4/24/18

Junior High Memories

In the Fall of 1979, I was excited to find out my two best friends, Chris and Robbie*, would be in my homeroom class, room 65, taught by Mr. Peete. Mrs. Usher was my English teacher and she encouraged communication among all of her students via warm fuzzies: with five minutes left in class, she allowed us to write positive notes ("warm fuzzies") and place them in another student's inbox.

Mrs. Usher was very nice and kind and supportive of me. She chose me to be stage director of the 8th-grade play, she and Mr. Peete inducted me into the National Junior Honor Society, she set me up with a one-time babysitting job that somehow led to me asking a girl out, she had me read Shel Silverstein poems in literary voice competition (or something like that) and she encouraged me to write poetry.

In 1981, after my freshman year of high school, Dad got orders and we moved. But a week before we did, Mrs. Usher threw a big going away party just for me and gave me several books. We corresponded briefly during the first six months after my move but I lost interest in the old and gained interest in the new.

Flash-forward thirty-four years to May 2015. I turned Dad's PC back on ten days after his fatal heart attack to see what the last thing he saw on his PC was. It was Facebook and he had several pages open, including a page with a search bar. For the first and only time in my life, I searched for a person on Facebook, typing Peggy Usher into the search box. Then I sent her a message along the lines of "You probably don't remember me but you have had a big impact on my life. This isn't my Facebook page so don't reply. My name is .... and my phone number is ..... Call or text me if you can."

Eighteen months later, I get a long, late-night text followed by a short "I forgot to identify myself but I am Mrs. Usher" from her and we begin communicating again, thirty-five years after I last saw her. She caught me up on her life and the intense work she was putting in learning to stand and walk again after an unidentified illness. She shared pictures of her "pride and joy" (her granddaughter) and more often than not warned me to be patient with her as she had lots to say and would eventually get around to it. She almost always texted late at night and then would apologize for falling asleep. Her faith was always apparent and she still loved science-fiction. I count hundreds of texts still on my iPad, including one before Thanksgiving 2017, where she prayed that she would regain some mobility and wished my family "a bright holiday." I sent a text after Christmas "How Are You?" and then "Happy New Year!" after that. Life happened and I forgot about her, and her name sank to the bottom of my text conversations. Then a couple of weeks back, I Googled her name and got the bad news: she "went to get her crown" on Sunday, February 11, 2018. You can read this remembrance by friends, co-workers and former students.

The reappearance of Mrs. Usher in my life helped to offset the reappearance of another person I hadn't seen in thirty-two years, who caused more harm than good. And now I am overjoyed by the news I am gonna be a first-time grandpa, to twins no less, in late August.

*Robbie was killed in a still-unsolved murder just off his Army base in 1999. Chris contacted me some 10-15 years ago, saying he paid extra money to some website (classmates.com?) just to get my email address. After we caught each other up on our lives since 1981, we discovered we had absolutely nothing else in common and just stopped emailing one another.

1 comment:

  1. I'll paraphrase the 2002 movie, The Emperor's Club:

    Great teachers have little external history to record. Their lives go over into other lives. These people are pillars in the intimate structure of our schools. They are more essential than its stones or beams, and they will continue to be a kindling force and a revealing power in our lives.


WHAT YOU WILL DO: Word for word, the data below must be repeated in full; no picture is to be included.

=== Begin Enclosure ===

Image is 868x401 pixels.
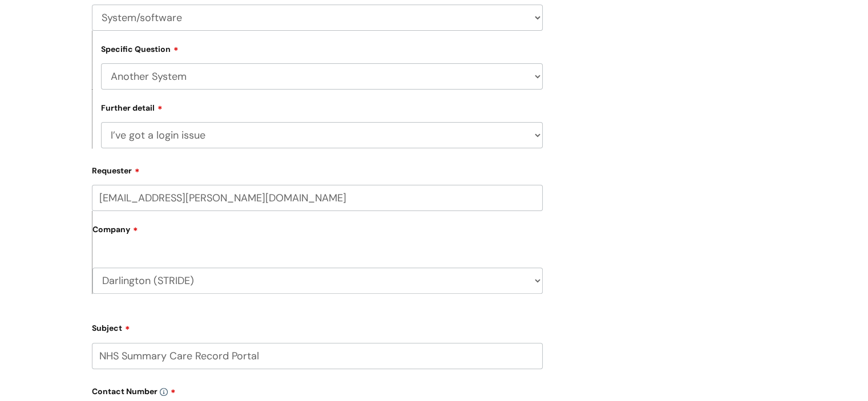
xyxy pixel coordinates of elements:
[101,43,178,54] label: Specific Question
[92,319,543,333] label: Subject
[92,221,543,246] label: Company
[92,162,543,176] label: Requester
[101,101,162,113] label: Further detail
[92,383,543,396] label: Contact Number
[92,185,543,211] input: Email
[160,388,168,396] img: info-icon.svg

=== End Enclosure ===

RESPONSE TO THIS EXERCISE:
Image is 868x401 pixels.
xyxy pixel coordinates of elements:
[101,43,178,54] label: Specific Question
[92,319,543,333] label: Subject
[92,221,543,246] label: Company
[92,162,543,176] label: Requester
[101,101,162,113] label: Further detail
[92,383,543,396] label: Contact Number
[92,185,543,211] input: Email
[160,388,168,396] img: info-icon.svg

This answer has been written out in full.